Image-making and Place-making

A blog post I wrote as part of The City Builder Book Club (organized by The Centre for City Ecology and Creative Urban Projects) went up this week! So please check it out along with the rest of the fantastic posts on there when you have a chance. The book this time around is Jane Jacobs’ The Death and Life of Great American Cities, and my post is in response to Chapter 19, “Visual order: its limitations and possibilities.”

In the CBBC post, I briefly mention the twin ideas of image-making and place-making, two methods of meaning-making in the city that I think are worth discussing a bit more in depth. So I thought I’d add a post here to supplement the CBBC one with a little bit more critical theory (because who doesn’t need more critical theory, right?).

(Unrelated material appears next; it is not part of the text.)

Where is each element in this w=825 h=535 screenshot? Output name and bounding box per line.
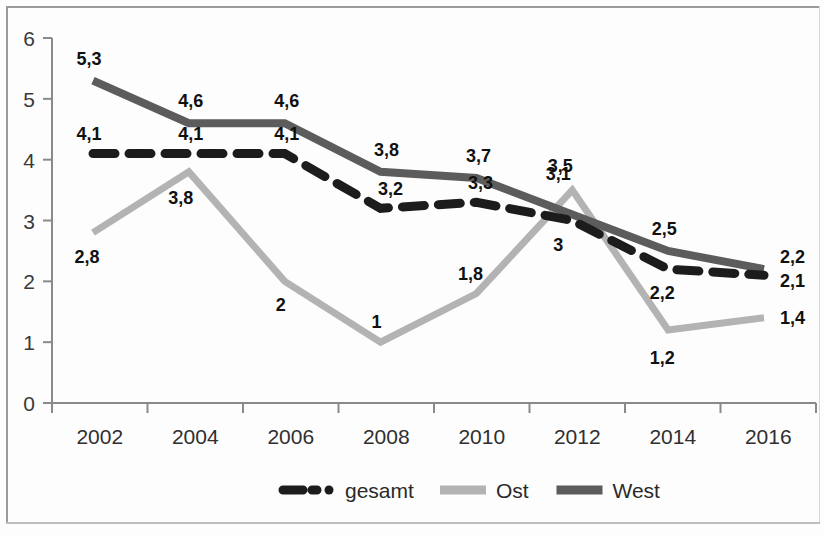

Defining Place-making & Image-making

Place-making has become a bit of a buzzword in city-building circles these days, frequently uttered by top-down designers and bottom-up advocates alike. The admirable goal of place-making is to reinstate the social connection to specific physical locations lost in the last century of city-building. Place-making is, in a sense, a backlash against the late 19th century idea of “the masses”—some unified general public defined by statistics and demographics. As Charles Jencks observes in The Language of Post-Modern Architecture, both the mass-projects of modernist architects and the mass-products of most developers have in common a failure to draw meaningful connections to their users. They either prescribe the taste of users in the former case, or regurgitate a statistically average, efficiently inoffensive taste in the latter. Neither strategy grasps the complexity or depth of meaning a building or a public space can have. In response, place-making hopes to create more meaningful meanings, so to speak.

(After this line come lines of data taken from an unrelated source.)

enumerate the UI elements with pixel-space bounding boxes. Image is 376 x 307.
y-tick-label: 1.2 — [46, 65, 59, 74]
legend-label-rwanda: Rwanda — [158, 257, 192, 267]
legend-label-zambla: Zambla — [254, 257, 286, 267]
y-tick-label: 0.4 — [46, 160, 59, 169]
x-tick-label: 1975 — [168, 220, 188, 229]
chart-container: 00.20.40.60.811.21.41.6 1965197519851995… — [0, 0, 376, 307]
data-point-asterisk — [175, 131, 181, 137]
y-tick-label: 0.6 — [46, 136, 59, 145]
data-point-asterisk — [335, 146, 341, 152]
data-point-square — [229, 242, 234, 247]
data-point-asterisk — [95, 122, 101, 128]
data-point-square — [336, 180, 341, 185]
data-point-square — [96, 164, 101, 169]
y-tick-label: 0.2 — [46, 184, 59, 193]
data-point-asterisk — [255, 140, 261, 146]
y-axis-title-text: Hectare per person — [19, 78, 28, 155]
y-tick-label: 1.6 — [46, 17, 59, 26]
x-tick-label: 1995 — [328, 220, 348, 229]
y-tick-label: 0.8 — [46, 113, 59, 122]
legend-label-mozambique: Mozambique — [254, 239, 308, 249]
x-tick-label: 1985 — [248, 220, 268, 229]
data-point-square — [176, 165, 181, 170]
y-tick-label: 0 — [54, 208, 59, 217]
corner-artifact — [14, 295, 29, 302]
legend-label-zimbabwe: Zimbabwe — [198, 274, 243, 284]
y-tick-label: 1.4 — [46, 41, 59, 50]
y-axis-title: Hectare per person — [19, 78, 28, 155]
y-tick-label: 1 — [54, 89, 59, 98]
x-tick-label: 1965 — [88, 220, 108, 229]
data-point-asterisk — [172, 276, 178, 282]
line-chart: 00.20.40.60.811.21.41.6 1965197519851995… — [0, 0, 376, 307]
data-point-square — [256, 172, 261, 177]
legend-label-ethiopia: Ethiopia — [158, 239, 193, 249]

Image-making, on the other hand, has less of a positive reputation. Its association with corporate branding often positions it as one of the enemies of place-making. However, often the same people who denounce the effect of big business on cities still shop at the grocery store and the mall, even if they also shop at the Farmers’ Market and the local mom-and-pop. And they certainly breathe a sigh of relief when they see a familiar brand in a foreign land. Our lives are complicated and demand a diversity of ways to understand what’s around us, particularly when we’re on the road—a growing lifestyle in our increasingly connected world.

In fact, I would argue that image-making and place-making are a complementary pair of urban phenomena that help govern how we understand and structure our cities.

At the most basic level, place-making aims to form socio-spatial depth structures, while image-making aims to form socio-spatial breadth structures. Deep connections to a place are created through a matrix of habitual practices and enduring collective knowledge. In other words, much of what makes a space a place actually comes from the people who inhabit it and use it, often over a long period of time, rather than from the space itself.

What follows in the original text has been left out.